Three habits worth institutionalizing:
- Track the 4.1.x patch stream. Netty releases frequently; treat
netty-bomlike a security feed, not a framework detail. (The 4.2 line began rolling out in 2025; move when your frameworks do, not before.) - Watch the transitive spread. One repo's
mvn dependency:tree -Dincludes=io.nettyoutput rarely matches another's; gRPC and Reactor may pin different Netty patches in sibling services. Fleet-wide visibility is the point of continuous dependency scanning, a Netty advisory should produce a list of affected services in minutes, not a spreadsheet exercise. - Confirm the tcnative pairing.
netty-tcnativehas its own versioning and its own OpenSSL statically linked inside. Upgrading netty-handler while leaving a year-old tcnative is half a patch; the BOM keeps the pair aligned.

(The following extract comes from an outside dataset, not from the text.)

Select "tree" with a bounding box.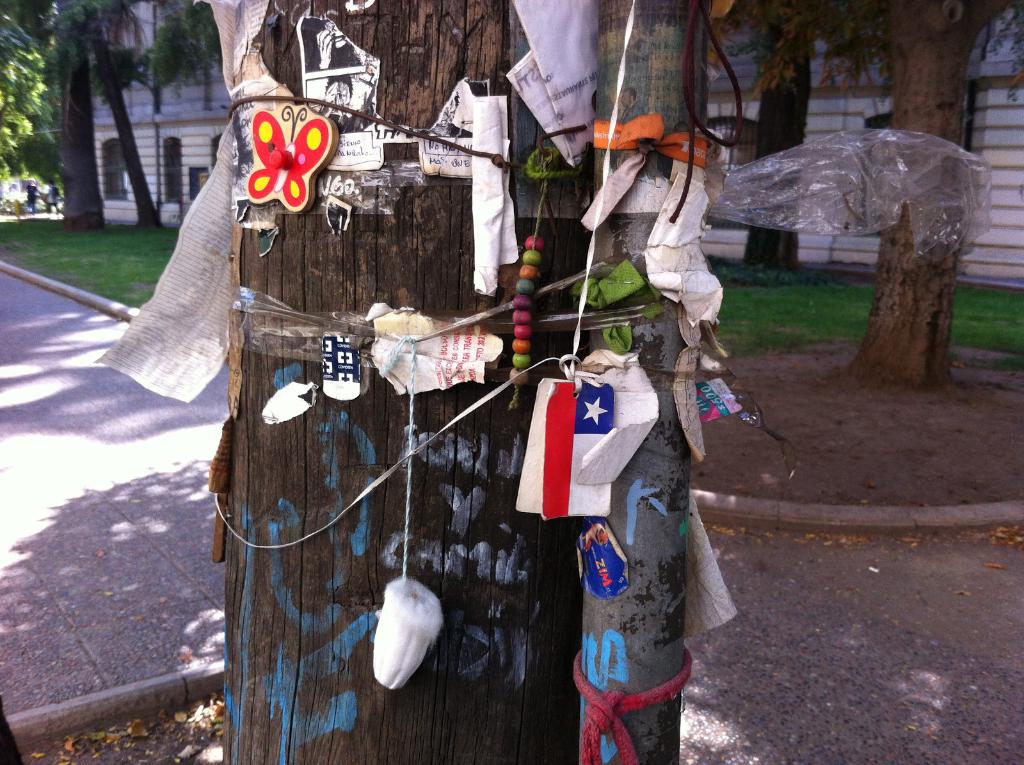
Rect(60, 11, 110, 235).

A hardening checklist for Netty TLS
Beyond CVE response, the SslHandler configuration itself deserves review:
- Build contexts with
SslContextBuilder, pin.protocols("TLSv1.3", "TLSv1.2"), and leave legacy protocol support off. - Enable endpoint identification on every client engine (see above); servers requesting client certificates should set
ClientAuth.REQUIREexplicitly rather than relying on surrounding code. - Put
IdleStateHandlerand read timeouts in the same pipeline, slowloris-style connection hoarding against a TLS endpoint is cheap to attempt and cheap to prevent, and the handlers are already in this module. - Log negotiated protocol and cipher at connection setup in staging; "we thought we were on TLS 1.3" is a finding better discovered before the pentest.
FAQ
What is netty-handler used for?
It is the Netty module containing pipeline handlers for TLS (SslHandler), idle detection and timeouts, traffic shaping, logging, and IP filtering. Any Netty-based stack doing TLS, which includes gRPC, Reactor Netty, and most modern JVM database drivers, depends on it.

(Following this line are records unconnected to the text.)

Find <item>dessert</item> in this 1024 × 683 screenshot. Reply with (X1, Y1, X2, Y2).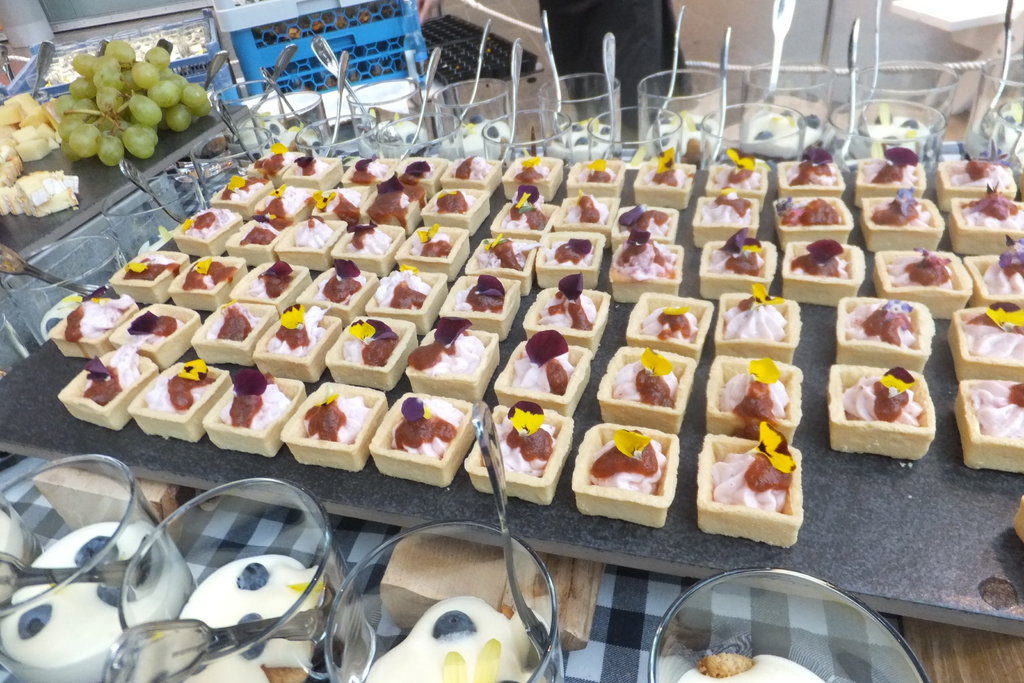
(0, 520, 198, 682).
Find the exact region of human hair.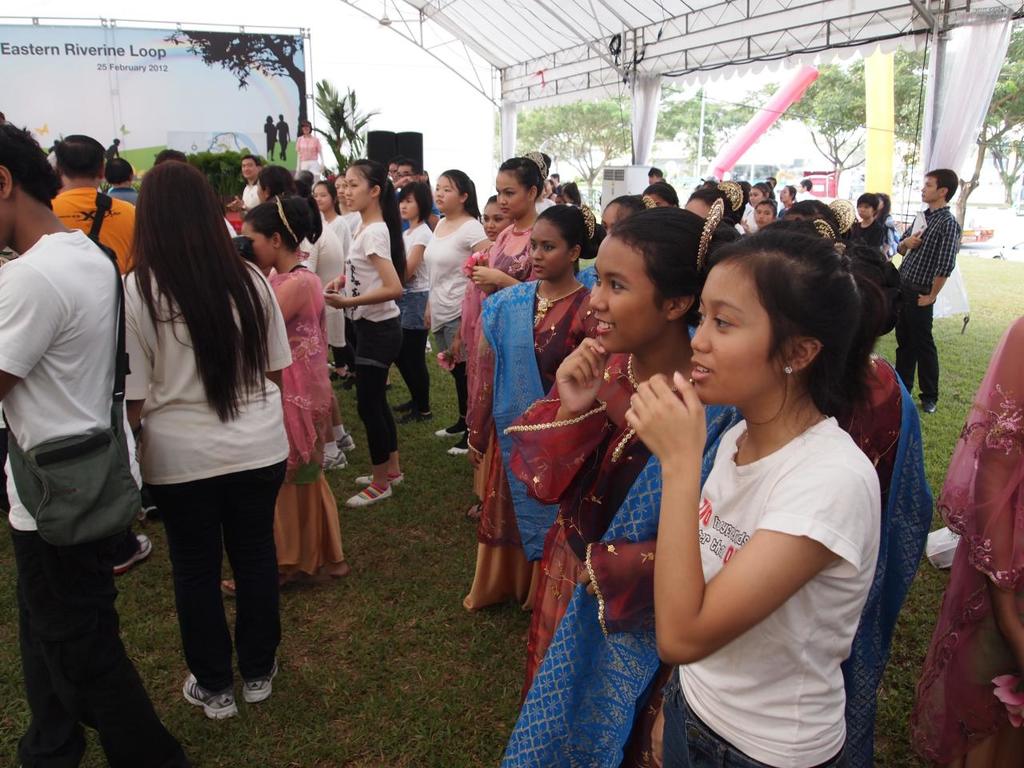
Exact region: (682,214,878,446).
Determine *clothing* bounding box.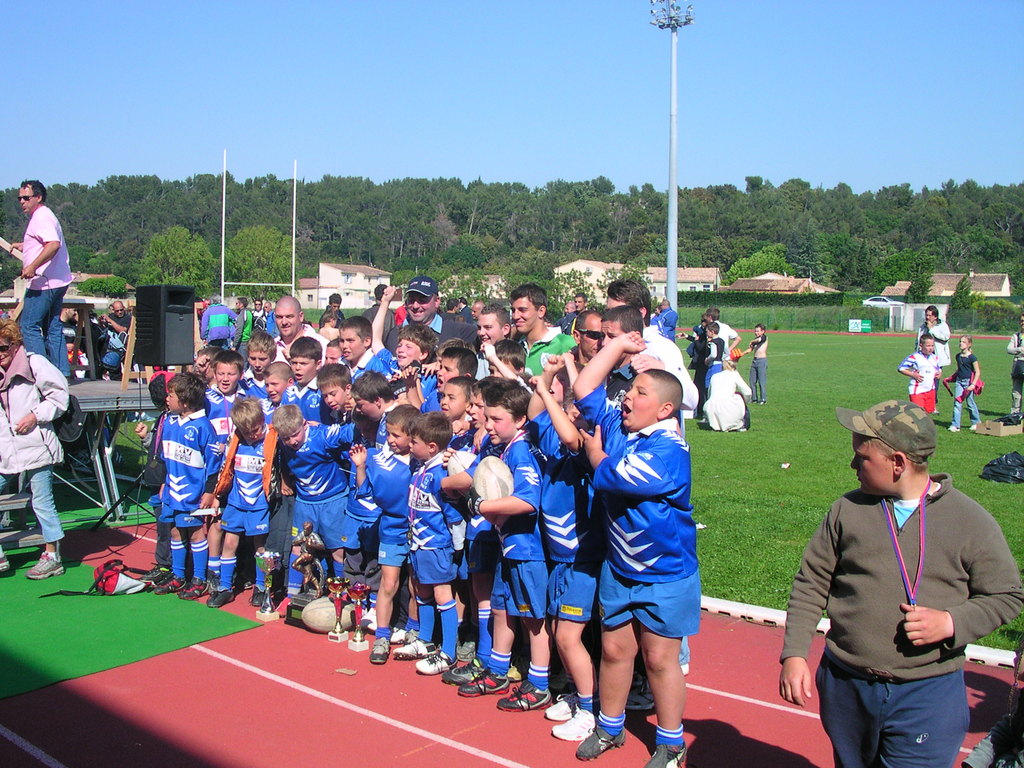
Determined: {"left": 280, "top": 423, "right": 373, "bottom": 562}.
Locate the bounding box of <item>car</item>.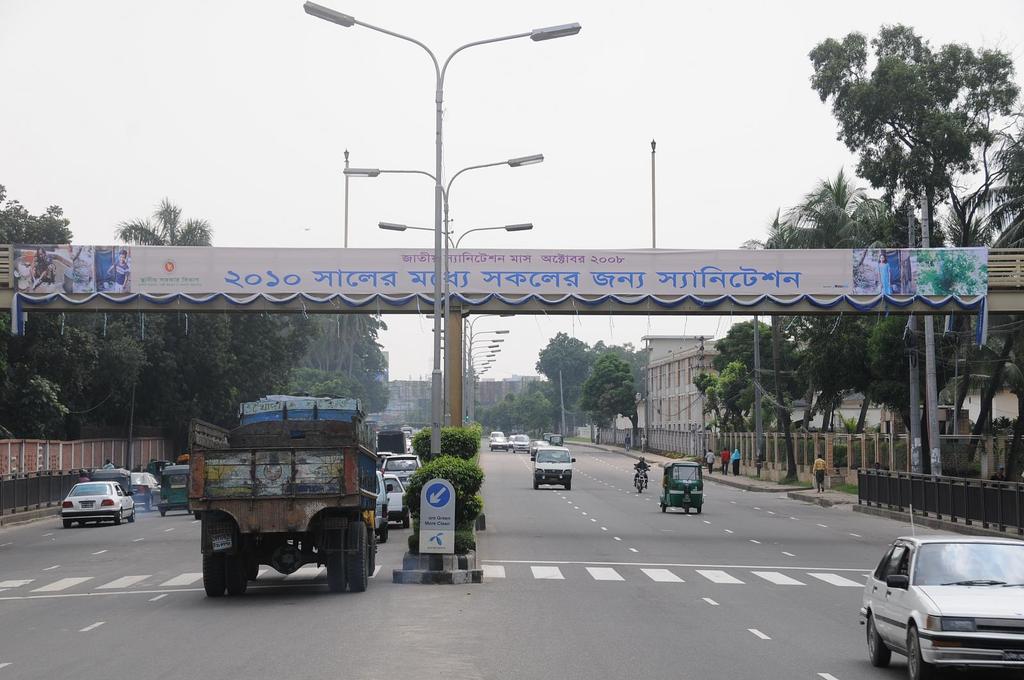
Bounding box: {"x1": 61, "y1": 478, "x2": 134, "y2": 526}.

Does netty-handler verify TLS hostnames by default?
Not in the 4.1.x line: engines created via SslContext.newEngine need setEndpointIdentificationAlgorithm("HTTPS") set on their SSLParameters to check that the certificate matches the host (the issue tracked as CVE-2023-4586). Major frameworks generally configure this for you; hand-rolled Netty clients must do it themselves.
What is CVE-2025-24970 and am I affected?

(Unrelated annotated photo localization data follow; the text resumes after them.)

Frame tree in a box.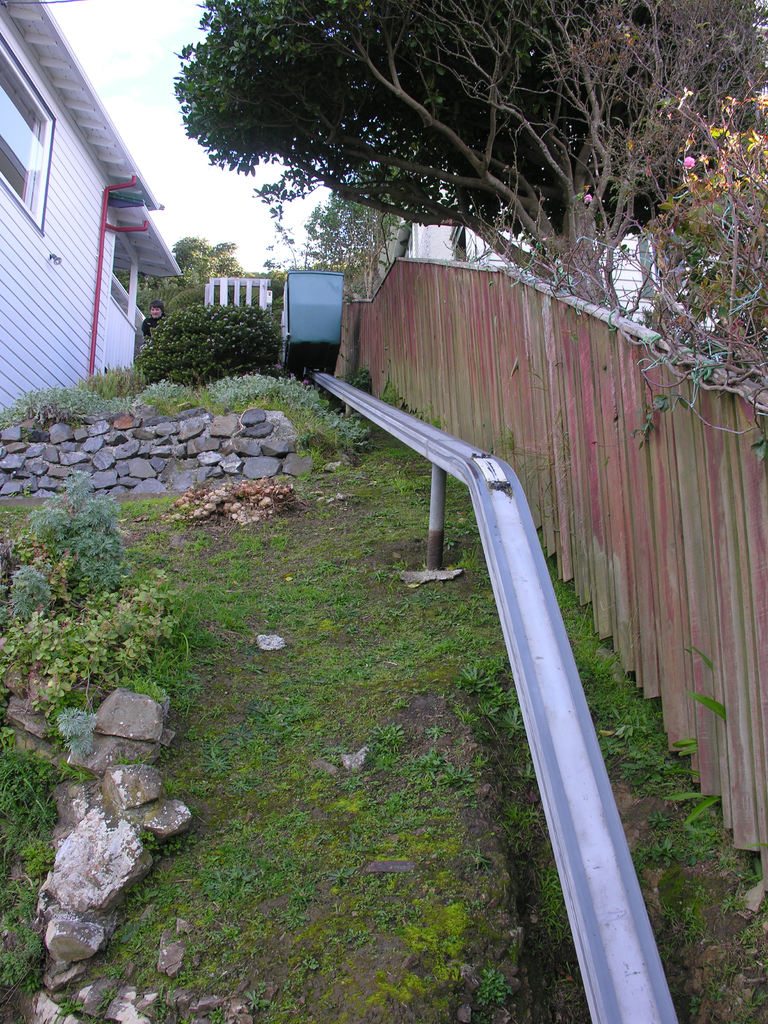
{"left": 182, "top": 1, "right": 767, "bottom": 308}.
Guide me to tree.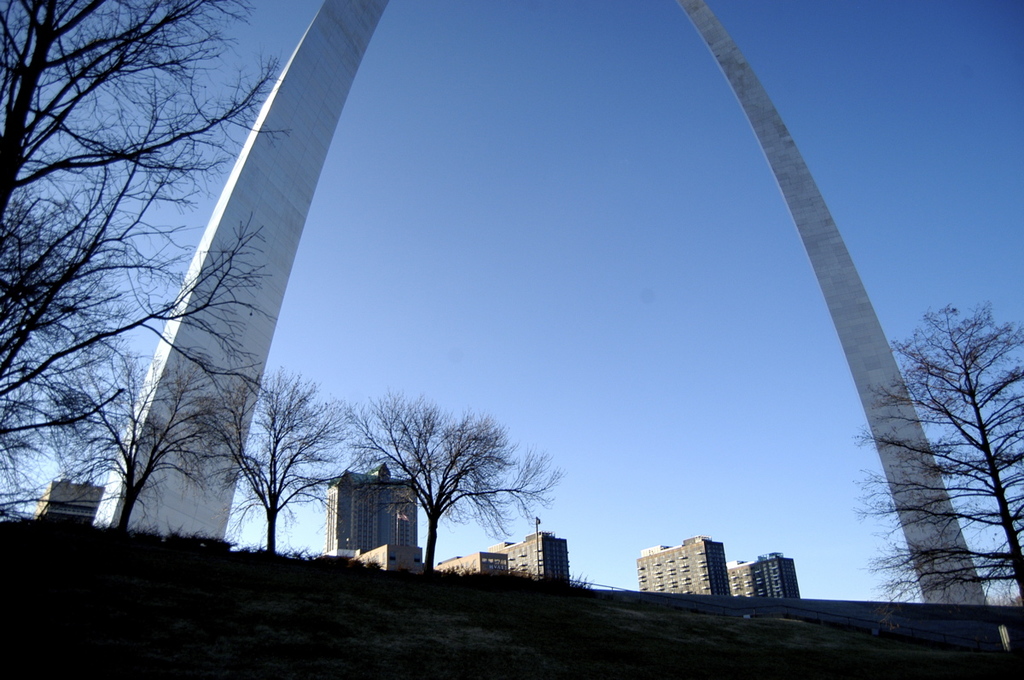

A crafted packet could crash SslHandler when using the native OpenSSL-based SSLEngine, affecting 4.1.91.Final through 4.1.117.Final and fixed in 4.1.118.Final (February 2025). You are exposed only if netty-tcnative provides your TLS engine; the JDK engine path is unaffected.
How do I upgrade netty-handler when it is a transitive dependency?
Import io.netty:netty-bom in dependencyManagement (or a Gradle platform) at the patched version. That aligns every io.netty module at once, which matters because mixed Netty versions cause runtime failures, and it overrides whatever your framework pinned without forking it.